Accardo’s remarks supplemented Wastewater Director Steven Fall’s reportto the council, which detailed the department’s accomplishments, whileoutlining where the parish is falling short.
Recently, Parish President Albert Laque revealed the financial straits thewastewater program finds itself in and cautioned the public of a likely heftyrate increase to keep the EPA wolves from the door.
The rate increase will keep open the new Destrehan and Hahnville regionaltreatment plants, built at the insistence of the U.S. EnvironmentalProtection Agency to meet federal standards. Likewise, the increase isaimed to handle depreciation of equipment, operating expenditures andprovide a budget for future capital projects.
In the past, Laque said recently, though the financial problems were publiclynoted by then-Parish President Chris Tregre, no permanent solution wasoffered to cover those problems.

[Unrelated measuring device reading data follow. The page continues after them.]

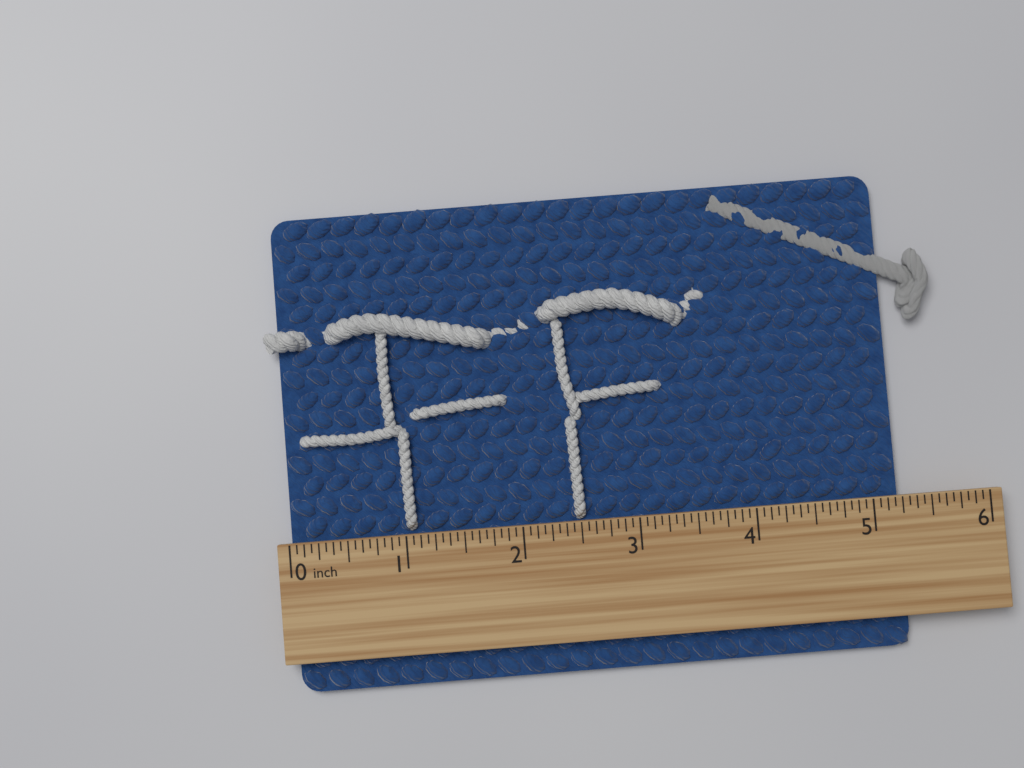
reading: 5.2500 inch
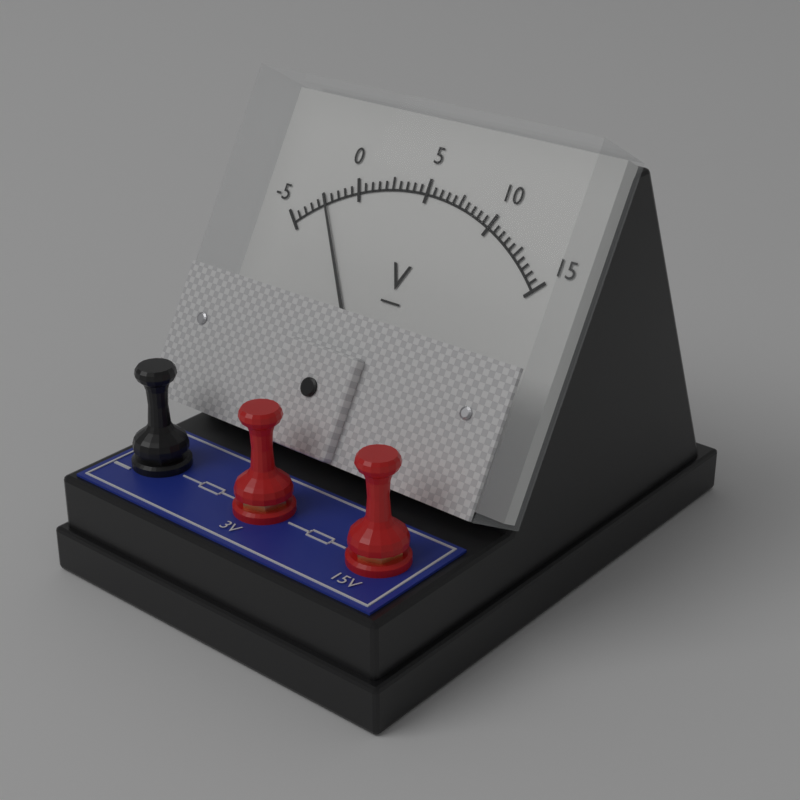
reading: -2.5 V
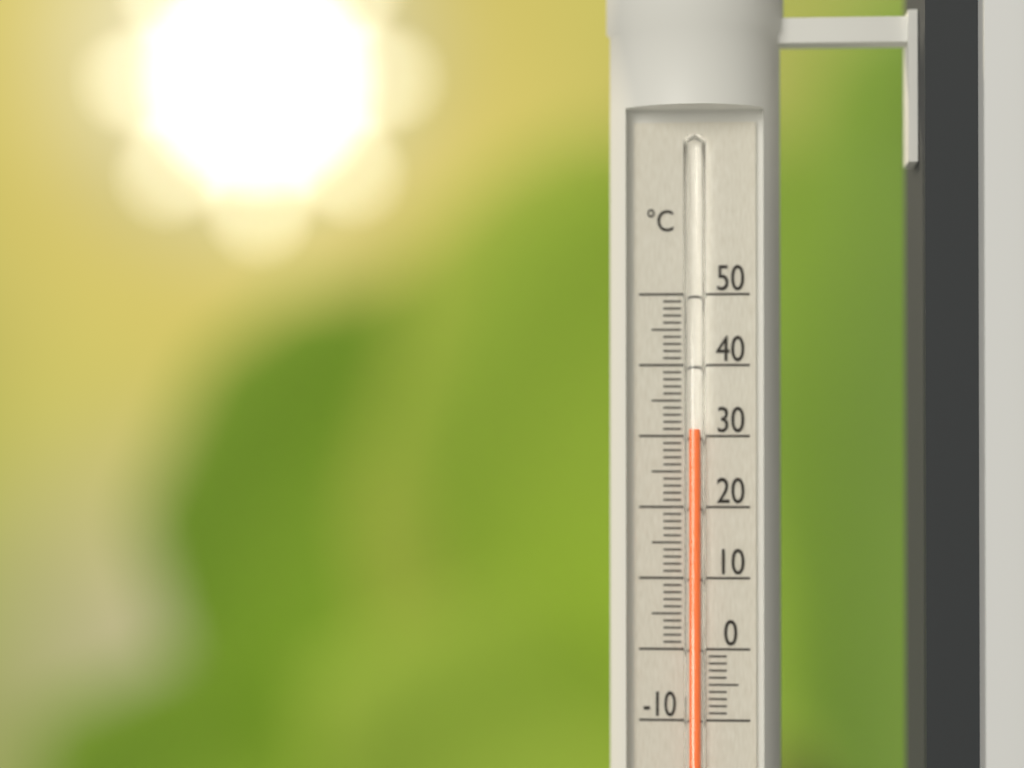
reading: 31 °C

One sizeable problem is the Ama sewer lift station, designed to transportwaste to the Luling oxidation pond behind Mimosa Park. However, the pond ispresently choked with water hyacinths. “It’s unbelievable!” Accardo said.
“There’s no end to them.”The 55-acre pond, with five aeration cells and 12 vertical lift aerators,moves wastewater toward a filter system for chlorination and de-chlorination before discharge into the marsh beyond.
The department has added qualified operators in the past few months butare still short-handed and “there’s still not enough employees to run thesystem,” Fall said.
The financial picture, likewise, is dire. A $125,000 loss in 1995 was followedby a $759,000 loss in 1996, $645,000 loss in 1997, $1 million loss in 1998and $463,000 loss in 1999. That last year would have been closer to the1998 figure, Fall said, but a $400,000 transfer of funds from the airportsales tax revenue bailed that out, with council approval.
Fall said with the new plants that the parish can expect a $1.6 million loss ontop of the regular anticipated loss.
Accardo added, “I know politically it’s a disaster.”At the same meeting, elsewhere in the agenda, two public works projectsdeceased the contract amounts. A $6,609 reduction in the Ormond RoadRaising project was approved, sparking a lengthy discussion as to the fiberoptic line installed along Airline Drive which ruined the landscaping anddrainage near that road raising project.
Another was a $30,000 reduction in the Paul Maillard Road sidewalk project,done to bring it in line with state grant money financing the work.